Critical Remedies is a joint exhibition featuring Norberto Roldan and Nona Garcia reveal worlds mediated by people with knowledge and those legitimized within their own communities. Their discourse, rituals, and audiences have points of intersection that address the fundamental issues which mark the human condition. It brings together the counter-practices within art and medicine to create a visual tension between the works of artists who look at the extremes of the restorative profession: the tools of surgery and vials from the local healer. Garcia paints surgical objects as coldyly as if they lay in surgery waiting to be unwrapped and utilized. Roldan collects bottles filled with magic of local healing and in his words, “create a mixture of sorcery and faith.”

Norberto Roldan’s Faith on the Periphery dramatically amplifies the complexity of Filipino spiritual life. The three parts of the installation compromise a layered model of faith practices. At the very center rests a table on which objects of a sorcerer’s rituals are strewn. Dried seahorses, herbs for regulating menstruation, bottled charms and the tools of contemplation, cigarillos and gin, are set out for the rites of healing through faith and sorcery. The practical components of magic laid out for use allow viewers to enter that world as if it was theirs. The immediacy of the work demystifies the albularyo’s practices and mirrors the everyday concerns which cause people to seek them out.

Defying the accessibility of the table are the seven medicine men/seven archangels situated behind it. Lit with flickering lights, they acquire a halo-like glow. The figures convey an eerie presence heightened by the recognition that they are actual charms. This they are invested with a charged authenticity.

Yet at the same time their function here is far from their original use.

They are exhibited in a zone of high culture, the Lopez Museum and Library. Removed from functioning as spiritual objects,here they symbolize indigenous spiritual practices as a whole. Powered by electricity and elevated on platforms, they operate as performative display. As much as the Sorcerer’s Table invites engagement, these medicine men/archangels impose distance.

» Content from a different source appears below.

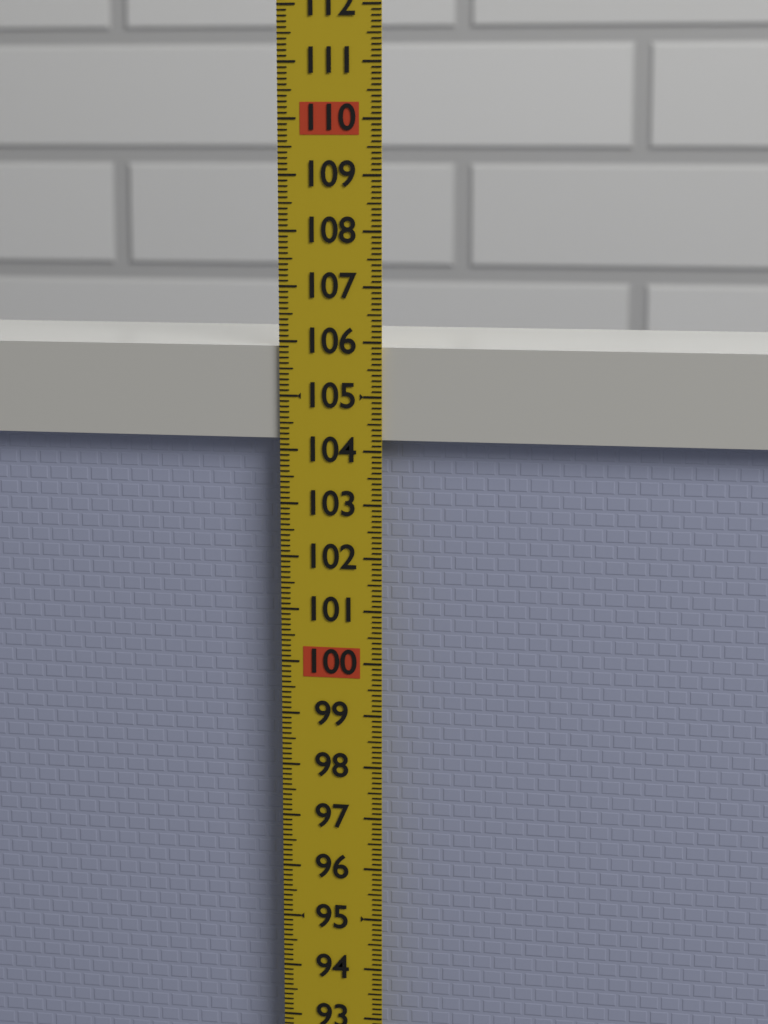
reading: 105.9 (no unit)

Nona Garcia’s work, on the other hand engages with physical absence. Through found objects, paintings, film and x-rays, she raises the questions about the limits of perception and the relationships between appearance and reality. Fundamental to her work is the recognition that there is knowable reality.

In interviews, Garcia often mentions that her paintings of wrapped objects may or may not contain the objects revealed in adjoining x-ray photographs. The implied narrative created by juxtaposing x-ray and image is insufficient for Garcia. Uncertainty lies in the fact that the identity of the object cannot be objectively proved. Her work reveals the process of the painting to be as illusionary as the manipulation of a photograph. By so doing, her work suggests that it is the artists manipulation of perception that defies knowability.

Her use of maps and x-rays mark places in space andbodies, identifying presence in traceable locations. These forms of recording assert the knowbility of the world in symbolic ways even as her paintings undermine that certainty.

Amplifying the ephemerality of the recordable world is her video projected on an empty operating table. Recording the rituals of unfolding cloth before surgery, the image has no apparent physical presence. Its significance lies in the solemnity of the task and the soothing quality of repetition. An endless loop of advance preparations is revealed. As with her paintings of wrapped objects, confirmation is denied. Only the implications remain and so questions of whether ot not one is watching an actual preparation or only a reenactment persist.

These two explorations of Roldan and Garcia of the world exemplify diverse ways of perceiving and understanding the world, ways shaped by history and in ways uniquely theirs. This is how the three are perceiver

From Tracing Faith and Fact by Laura Fan, part of the Rx Critical Remedies catalogue.